Where I Stand — Mike O’Callaghan: President should act now
Tuesday, Nov. 25, 2003 | 8:46 a.m.
"60 MINUTES" ON CBS Sunday night shined light on a subject matter too often pushed aside by our military and political leaders. Nevada's Sen. Harry Reid has been waging his own war in efforts to change what has become a national embarrassment. Our returning prisoners of war have been forgotten or sold out in the market of truces and peace agreements since the late 1940s until now.
Let's take a look at our shameful acts following World War II. Our diplomats sold the rights of the American POWs to sue Japan after being held for more than three years and being used as slave laborers. The few thousand who survived and came home were rewarded with $1 a day for pay. Even today the less than 5,000 remaining survivors have been blocked by our White House, Department of Justice and Department of State from suing the wealthy Japanese corporations that used them. Yes, the same corporations that sell Americans billions of dollars of their goods every year.

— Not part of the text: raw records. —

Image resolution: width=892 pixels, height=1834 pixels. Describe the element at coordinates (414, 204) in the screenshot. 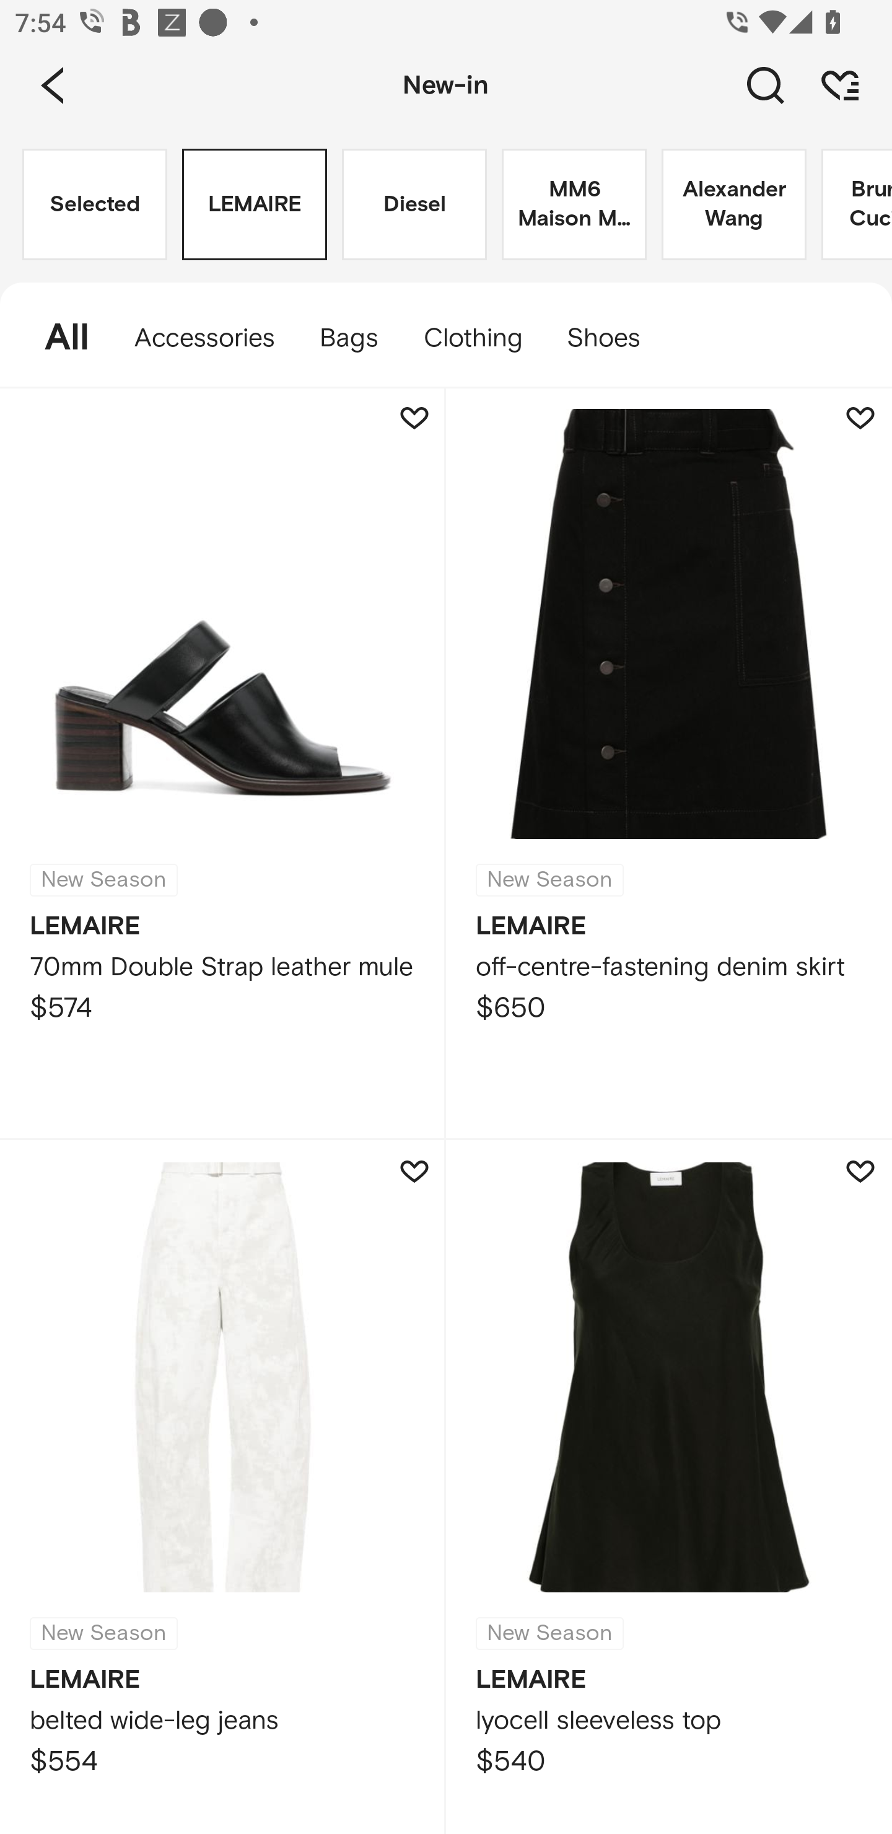

I see `Diesel` at that location.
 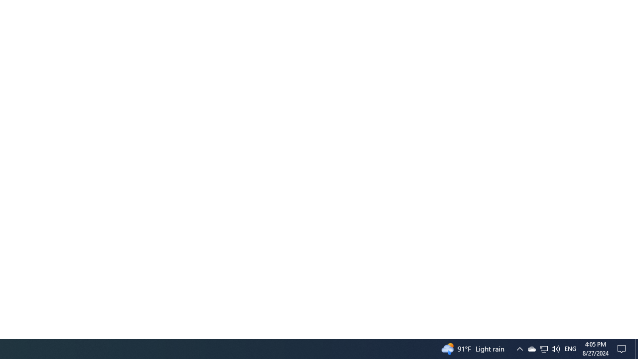 What do you see at coordinates (570, 349) in the screenshot?
I see `Notification Chevron` at bounding box center [570, 349].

Is this just the administration of President George W. Bush? No. President Bill Clinton, George H. W. Bush and Ronald Reagan also participated in blocking the former POWs from receiving justice. This has all been done in the name of international diplomacy and our original selling out of these Americans following WW II. There are experts in international law who believe that governments cannot forfeit the rights of its citizens where violations of human rights are involved. This legal interpretation has been rejected by several presidents and their Justice and State departments.
This situation didn't get much better when a truce was signed in 1953 with North Korea. President Dwight D. Eisenhower knew that more than 900 U.S. servicemen captured in Korea had been sent to the U.S.S.R. Philip Corso, an intelligence officer for the National Security Council, told a Senate committee that the commander in chief agreed that "the POWs should be given up for dead because the Soviets would never relinquish them." There are still several thousand Americans missing from that war.
Finally, even Congress got fed up with this nonsense and passed a law which allows American victims of terrorism to sue a small group of nations that promote or tolerate these activities. Among those listed was Iraq and this has been used by 17 American POWs brutalized when captured in the first Persian Gulf War. They targeted the Iraqi assets frozen by the U.S. from which $95 million had already been paid to American civilians used as human shields by Saddam Hussein in 1991.
Last April the president was given power to void all laws concerning Iraq and Bush used it to block the payments of almost $1 billion a court had awarded to the 17 former POWs and their families. Not only was the payment blocked, but the Treasury Department and other federal agencies refuse to even discuss their actions. The money is to be used to rebuild the country that had tortured them.
Sunday night, on television, four of those POWs were more than reasonable when saying that they would even settle for less than the awards if the remainder were used for future POWs. If the president has already spent those dollars they are willing to wait for the dollars made available when Iraq again produces large quantities of its vast oil reserves. What they really want is an end to our leaders protecting the governments that brutalized American prisoners.
The first step toward this end can only be taken by our president enforcing, rather than denying, the original court awards made to these former POWs.
There can be no better time than now for him to act.